Halloween is coming up. You know how I know? Because nearly every conversation I’ve had over the last week has involved at least one person lamenting that they’re having trouble finding a costume. Others, fortunately, seem to be having no problem: “I’m going to be ‘Drunk’ for Halloween.” Frankness, honesty. Let’s stop kidding ourselves though, Halloween isn’t about costumes: it’s about the same thing that every other holiday is at college. That thing? Boozing. It’s also about eating rotten-colored shit with sugars that have never heard of “organic,” scar[r]ing the shit out of our vulnerable roommates, and dressing like skanks (Men included). It’s fun either way, but the pressure to repetitively explain why you aren’t wearing odd clothes — which is also, ironically, the same explanation you have had but never used to explain why you didn’t join the drama club in Middle School: that you have frankly never found enjoyment in weirdly fitted shirts and face paint — can get a wee bit frustrating. It’s not that I judge other people for dressing up. Only a little. “SLUTTY MERMAID!” Ok, sometimes quite a lot. It’s just that some of us handle the holidays differently.
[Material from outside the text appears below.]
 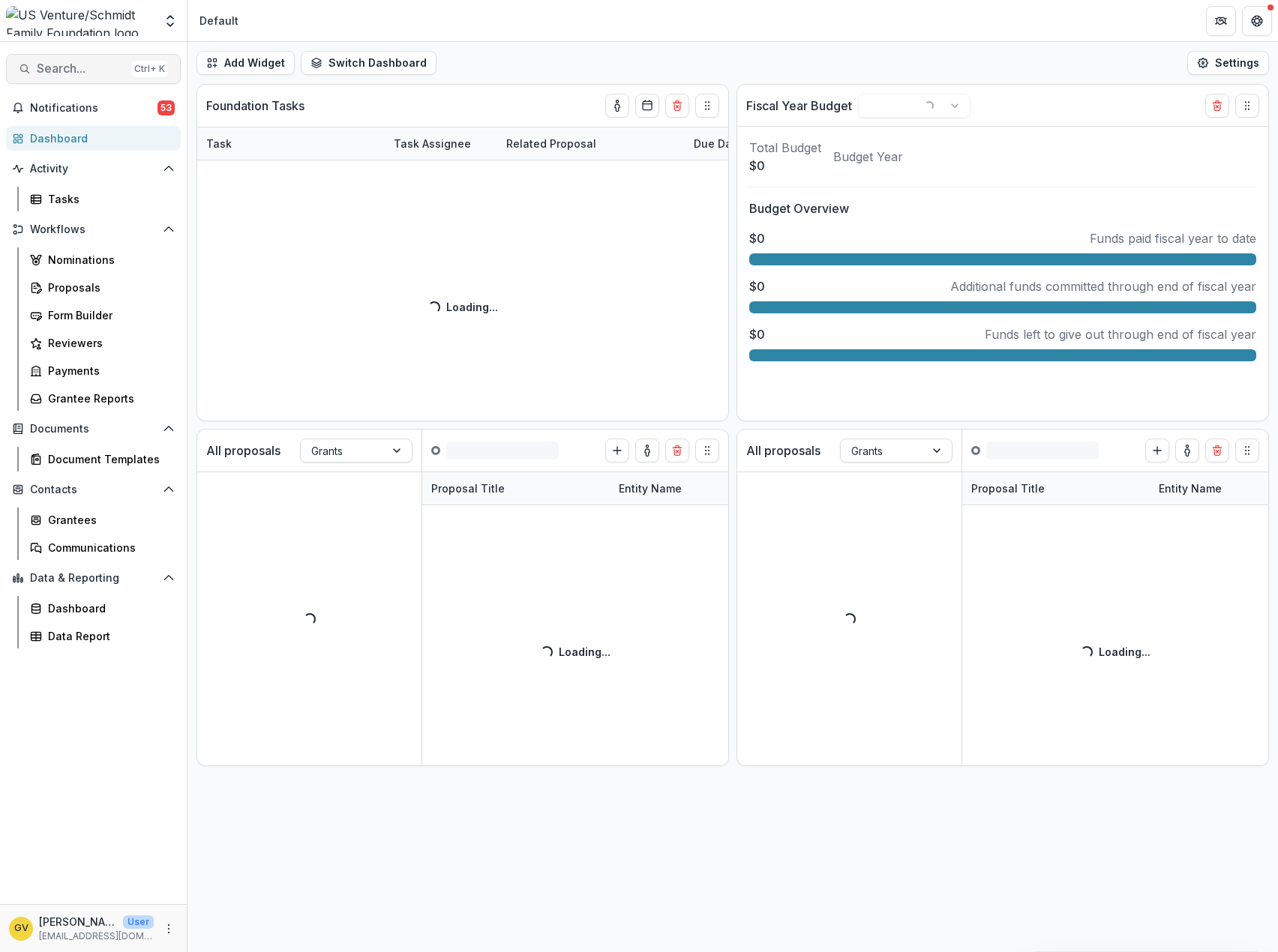 What do you see at coordinates (102, 260) in the screenshot?
I see `a: Nominations` at bounding box center [102, 260].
Speaking of which, here are some costume ideas for those having trouble (Nautically themed for no reason apparent to me). No explanations or justifications here, take the list as you will:

1. Perturbed Seahorse
2. Moby’s Dick
3. 1000 Leagues Above 1000 Leagues Under the Sea
4. Choral Reef(er)
5. Hyper-Marine
6. AcidVacation (Ironically, also the way you’d probably spell “Acidification” on an Acid Vacation)

Went to brain break tonight. Ate another stale, un-toasted bagel. Seriously, cafeteria, I want to level with you. We leave Brain Break. More specifically, I love Brain Break. Why? I honestly don’t have a good reason. But if you could just let me crisp up this bagel to a golden brown before I smear on that fatty cream cheese, I’d be yours.
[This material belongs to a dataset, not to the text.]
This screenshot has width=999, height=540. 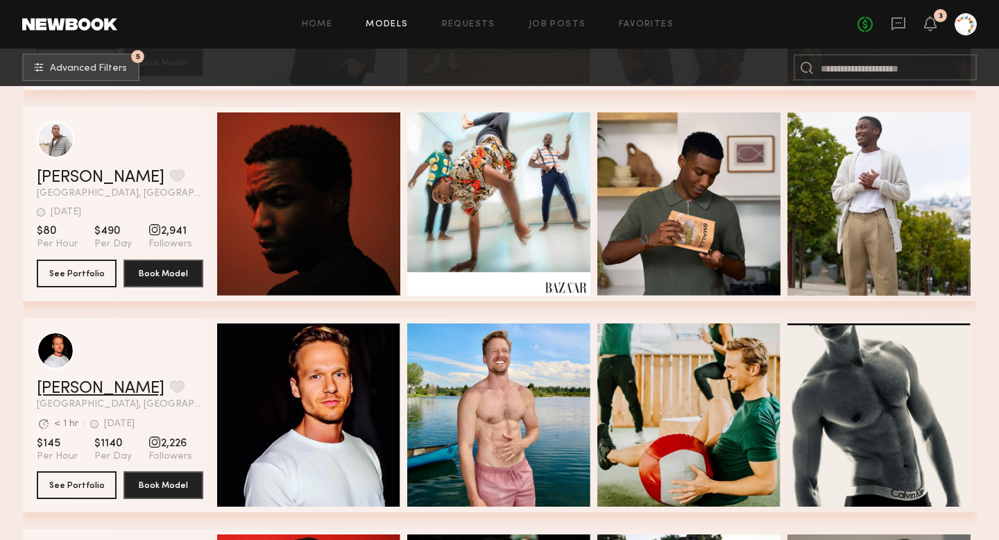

Shamelessly lifted from my Facebook for those of you who are not actually my friends there… maybe you exist? I keep getting told you do:

A tourist turned his back to my building and coyly dropped a piece of trash. He thought he got away with it. Then he noticed my stare and knew his trick was up. He picked up his trash and went on his way. Environment? This one’s for you.

Last night, following a day where I accidentally slept through an appointment and woke up around 2pm, I decided I would turn over a new leaf on my life and my sleep schedule: waking up early, getting fuller nights of sleep. So I turned to the internet, where I learned that a healthy amount of fresh air at night can drastically improve the quality of your sleep. So I opened my window. Unfortunately, I forgot that the Harvard Grounds Crew would be assembling planks of birch wood directly outside my window from 6am to 10am. This means, for those slow readers out there, that I was awake for those hours, and when I finally got back to sleep, I would continue doing that through my first alarm and almost miss a class.
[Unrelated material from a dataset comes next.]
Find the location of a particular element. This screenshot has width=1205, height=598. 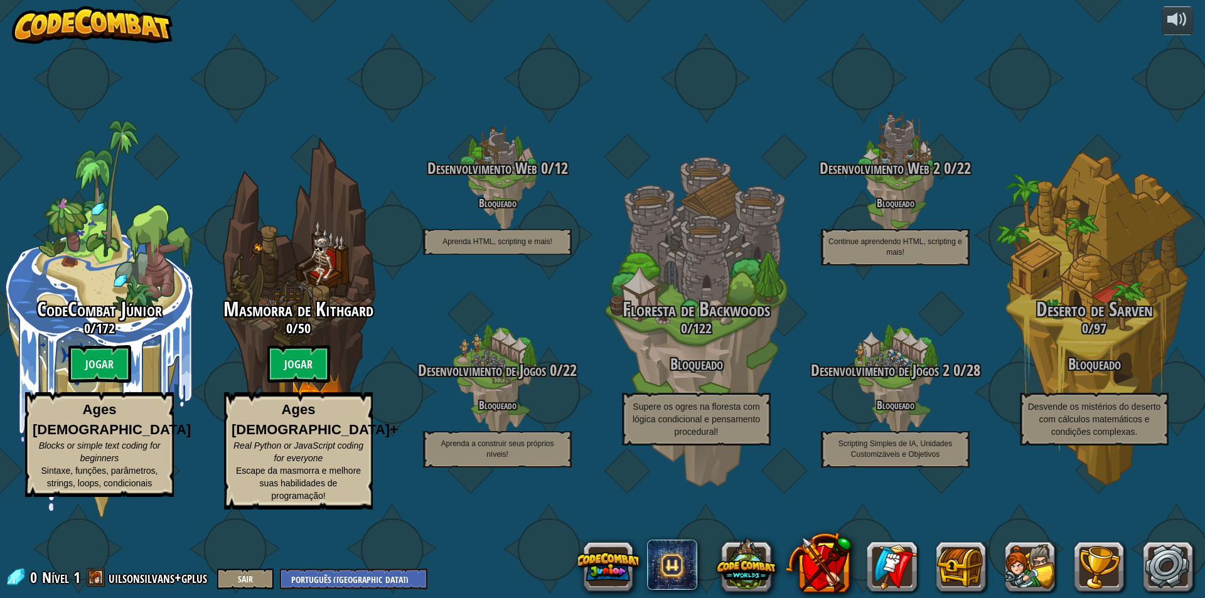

I should know better. Why? Because those cave trolls do this ALL THE TIME. There is not a week that goes by where the Harvard Grounds Crew isn’t assembling some peculiar structure of wood or metal outside my window. I’m quite convinced that most of these projects are utterly unnecessary, but continue getting green-lit purely to make my life a living hell. “Oh yeah, you want to build a toddlers play park? Sure, sure, you can have a grant, but you gotta do it outside of Thayer, between the Church and the handicapped ramp.” “No, no reason really.”

Tonight, I’ll be sleeping with my windows closed.

The movie 13 Assassins is super notch. Sometimes I arbitrarily decide to not do my work and instead indulge in cultural — culturedulgence. Give it a whirl. It makes conversations like these a little awkward though:

Friend: God, I hate being up this late.
Me: Why are you up this late?
Friend: Doing orgo work.
Me: (thinking: I’m watching a violent samurai film) Oh, yeah. Sucks.

My name’s Brad, I’m a little tired, confused by Republican Presidential candidates, and reading some books I probably don’t understand. Bye.